Because Karl’s world is so constricted, secretive, and paranoid, and because so many explanations are kept from him, he relies extensively on visual clues. His artist’s eye—along with his increasing physical strength—is one of the only navigating tools that he has. Most obviously, he has learned how to observe people closely to determine whether or not they are Nazi-affiliated—whether or not they are wearing Hitler Youth insignia, as are an increasing number of his classmates, or hanging up the swastika flag and reading Der Stürmer magazine, as is the superintendent of his building. While these visual signs are straightforward enough, other visual signs are harder for Karl to read and seem only to lead to further mysteries. The Countess, a transvestite who is in hiding from the Hitler regime, confuses him; even once he determines that she is a transvestite, he is uncertain about whether he should use a male or a female pronoun to describe her. He is also uncertain about the nature of her connection to his father, which causes him to recall another mysterious visual sign: that of the scarf that his father regularly wears to his gallery openings. This scarf strikes Karl as eccentric and affected, and a marker of his father’s baffling distinctiveness; Karl has always known that his father is proud and odd—is “different”—but it has never before occurred to him to wonder about the nature of this difference. He now speculates for the first time if his father might be gay, which might in turn explain the mystery of his mother’s sadness.

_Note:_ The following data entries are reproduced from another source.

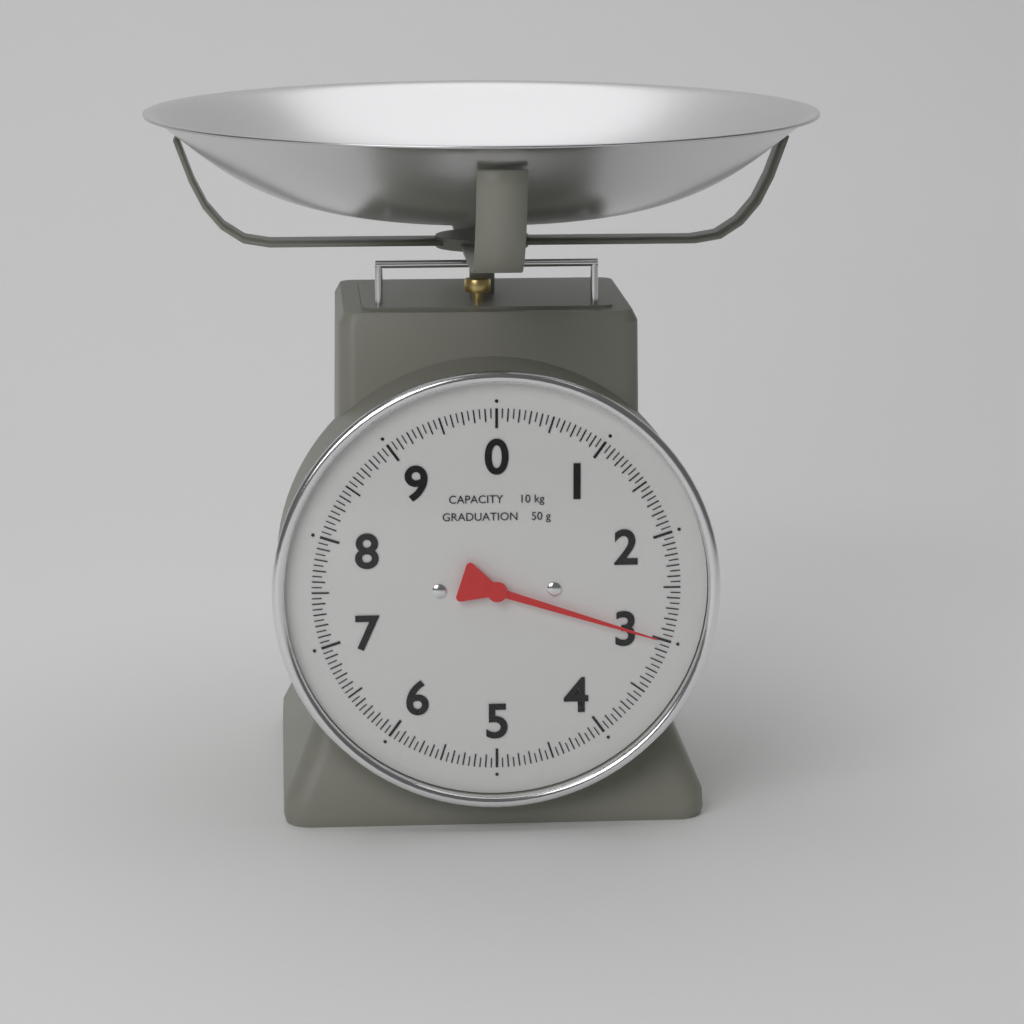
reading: 3.00 kg
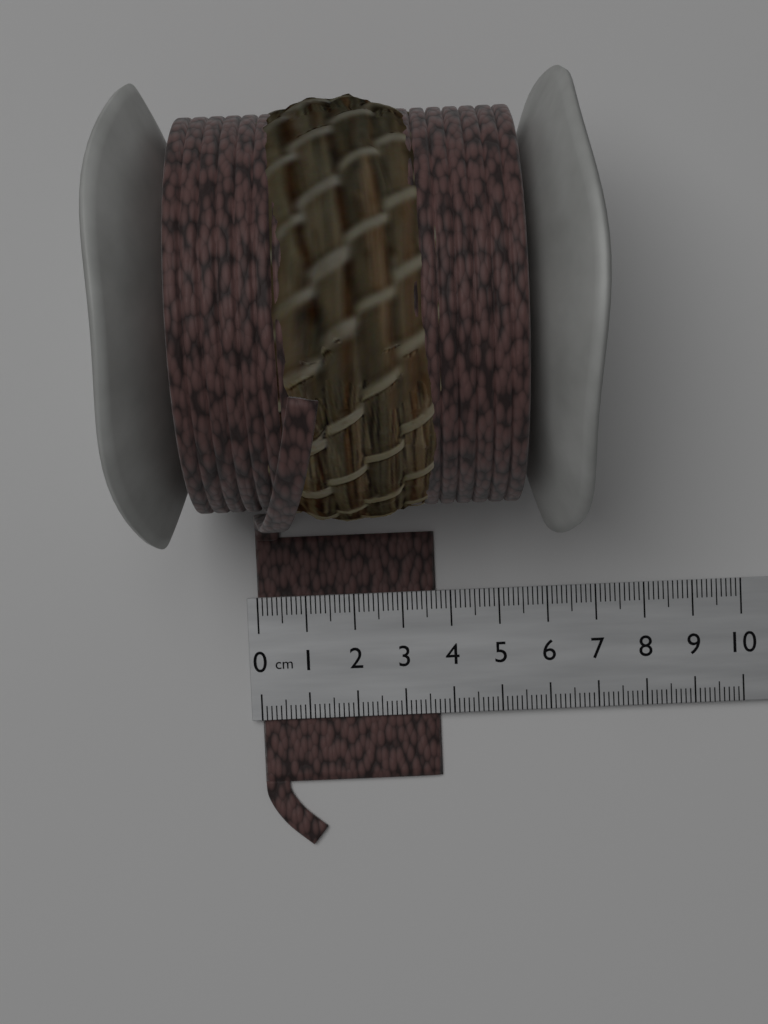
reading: 3.7 cm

There is also the mystery of Max Schmeling, the boxing champion and Karl’s potential mentor. Even more than the other adults around Karl, Schmeling seems to be hiding in plain sight. He is both a flamboyant public figure and a reserved and private one: a boxing champion who is revered by Hitler and his cohorts, but also a friend to the Jewish community and to outsiders and artists in general. By (twice) drawing Schmeling’s portrait in his sketchbook, Karl is engaging in hero worship and documenting something important that has happened to him. Yet he is also trying to understand Schmeling himself better—literally trying to see him more closely. In copying the Grosz portrait of Schmeling, he sees a powerful and severe-looking man: “Everything about the image seemed to convey strength, confidence and menace” (40). While drawing his own portrait of Schmeling, what strikes Karl is Schmeling’s Semitic appearance, which is in no way at odds with the impression of power and force that he gives: “As I drew the deep manly lines and shadows of his face, something became clear to me […] He resembled a Jew more closely than any Nordic hero” (59). This deepening sense of Schmeling that Karl has is a clue not only to Schmeling’s identity, but to Karl’s. It gives him a new and less constricted sense of his own Jewishness, which has previously been a source of anxiety and shame for him.